* Record excerpts
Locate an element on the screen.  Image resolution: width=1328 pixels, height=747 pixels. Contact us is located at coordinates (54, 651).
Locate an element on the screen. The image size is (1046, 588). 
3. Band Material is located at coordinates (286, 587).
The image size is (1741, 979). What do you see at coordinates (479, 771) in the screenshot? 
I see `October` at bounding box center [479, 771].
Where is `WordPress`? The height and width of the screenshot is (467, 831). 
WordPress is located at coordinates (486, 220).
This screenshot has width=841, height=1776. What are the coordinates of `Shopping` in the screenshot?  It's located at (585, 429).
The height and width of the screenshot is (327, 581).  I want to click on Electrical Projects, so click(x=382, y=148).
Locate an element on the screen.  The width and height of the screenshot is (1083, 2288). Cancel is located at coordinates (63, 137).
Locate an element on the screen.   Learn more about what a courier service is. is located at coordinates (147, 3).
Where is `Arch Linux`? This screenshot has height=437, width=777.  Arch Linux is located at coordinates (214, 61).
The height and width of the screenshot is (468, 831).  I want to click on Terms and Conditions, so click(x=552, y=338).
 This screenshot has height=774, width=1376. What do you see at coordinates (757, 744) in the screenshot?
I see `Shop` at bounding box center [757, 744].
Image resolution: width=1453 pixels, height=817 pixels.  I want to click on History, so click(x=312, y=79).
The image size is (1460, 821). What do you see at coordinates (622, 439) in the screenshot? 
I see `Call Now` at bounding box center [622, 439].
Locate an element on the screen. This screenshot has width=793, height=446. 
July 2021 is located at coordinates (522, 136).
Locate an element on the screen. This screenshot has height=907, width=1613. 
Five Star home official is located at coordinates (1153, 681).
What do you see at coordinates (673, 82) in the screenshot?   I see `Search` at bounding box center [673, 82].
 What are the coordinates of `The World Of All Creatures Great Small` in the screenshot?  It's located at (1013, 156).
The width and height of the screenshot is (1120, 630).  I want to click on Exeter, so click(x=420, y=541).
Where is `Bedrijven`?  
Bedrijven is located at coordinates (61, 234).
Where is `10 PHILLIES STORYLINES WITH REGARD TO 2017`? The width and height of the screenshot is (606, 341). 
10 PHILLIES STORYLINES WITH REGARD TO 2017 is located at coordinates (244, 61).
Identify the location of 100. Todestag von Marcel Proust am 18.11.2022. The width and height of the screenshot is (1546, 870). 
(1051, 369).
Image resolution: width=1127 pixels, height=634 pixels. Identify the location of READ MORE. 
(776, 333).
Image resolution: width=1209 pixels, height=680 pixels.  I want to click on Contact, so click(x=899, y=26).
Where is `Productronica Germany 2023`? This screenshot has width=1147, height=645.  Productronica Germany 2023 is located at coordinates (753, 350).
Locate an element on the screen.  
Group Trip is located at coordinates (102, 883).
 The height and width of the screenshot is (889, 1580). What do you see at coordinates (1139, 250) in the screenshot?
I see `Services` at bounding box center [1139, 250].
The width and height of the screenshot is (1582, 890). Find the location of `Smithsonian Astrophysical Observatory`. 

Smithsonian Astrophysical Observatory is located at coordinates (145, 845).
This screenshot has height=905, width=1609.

* What is being asked
All records above need to be set down again exactly as written.

* Completed task
Locate an element on the screen.  Image resolution: width=1328 pixels, height=747 pixels. Contact us is located at coordinates (54, 651).
Locate an element on the screen. The image size is (1046, 588). 
3. Band Material is located at coordinates (286, 587).
The image size is (1741, 979). What do you see at coordinates (479, 771) in the screenshot? 
I see `October` at bounding box center [479, 771].
Where is `WordPress`? The height and width of the screenshot is (467, 831). 
WordPress is located at coordinates (486, 220).
This screenshot has width=841, height=1776. What are the coordinates of `Shopping` in the screenshot?  It's located at (585, 429).
The height and width of the screenshot is (327, 581).  I want to click on Electrical Projects, so click(x=382, y=148).
Locate an element on the screen.  The width and height of the screenshot is (1083, 2288). Cancel is located at coordinates (63, 137).
Locate an element on the screen.   Learn more about what a courier service is. is located at coordinates (147, 3).
Where is `Arch Linux`? This screenshot has height=437, width=777.  Arch Linux is located at coordinates (214, 61).
The height and width of the screenshot is (468, 831).  I want to click on Terms and Conditions, so click(x=552, y=338).
 This screenshot has height=774, width=1376. What do you see at coordinates (757, 744) in the screenshot?
I see `Shop` at bounding box center [757, 744].
Image resolution: width=1453 pixels, height=817 pixels.  I want to click on History, so click(x=312, y=79).
The image size is (1460, 821). What do you see at coordinates (622, 439) in the screenshot? 
I see `Call Now` at bounding box center [622, 439].
Locate an element on the screen. This screenshot has width=793, height=446. 
July 2021 is located at coordinates (522, 136).
Locate an element on the screen. This screenshot has height=907, width=1613. 
Five Star home official is located at coordinates (1153, 681).
What do you see at coordinates (673, 82) in the screenshot?   I see `Search` at bounding box center [673, 82].
 What are the coordinates of `The World Of All Creatures Great Small` in the screenshot?  It's located at (1013, 156).
The width and height of the screenshot is (1120, 630).  I want to click on Exeter, so click(x=420, y=541).
Where is `Bedrijven`?  
Bedrijven is located at coordinates (61, 234).
Where is `10 PHILLIES STORYLINES WITH REGARD TO 2017`? The width and height of the screenshot is (606, 341). 
10 PHILLIES STORYLINES WITH REGARD TO 2017 is located at coordinates (244, 61).
Identify the location of 100. Todestag von Marcel Proust am 18.11.2022. The width and height of the screenshot is (1546, 870). 
(1051, 369).
Image resolution: width=1127 pixels, height=634 pixels. Identify the location of READ MORE. 
(776, 333).
Image resolution: width=1209 pixels, height=680 pixels.  I want to click on Contact, so click(x=899, y=26).
Where is `Productronica Germany 2023`? This screenshot has width=1147, height=645.  Productronica Germany 2023 is located at coordinates (753, 350).
Locate an element on the screen.  
Group Trip is located at coordinates (102, 883).
 The height and width of the screenshot is (889, 1580). What do you see at coordinates (1139, 250) in the screenshot?
I see `Services` at bounding box center [1139, 250].
The width and height of the screenshot is (1582, 890). Find the location of `Smithsonian Astrophysical Observatory`. 

Smithsonian Astrophysical Observatory is located at coordinates (145, 845).
This screenshot has height=905, width=1609.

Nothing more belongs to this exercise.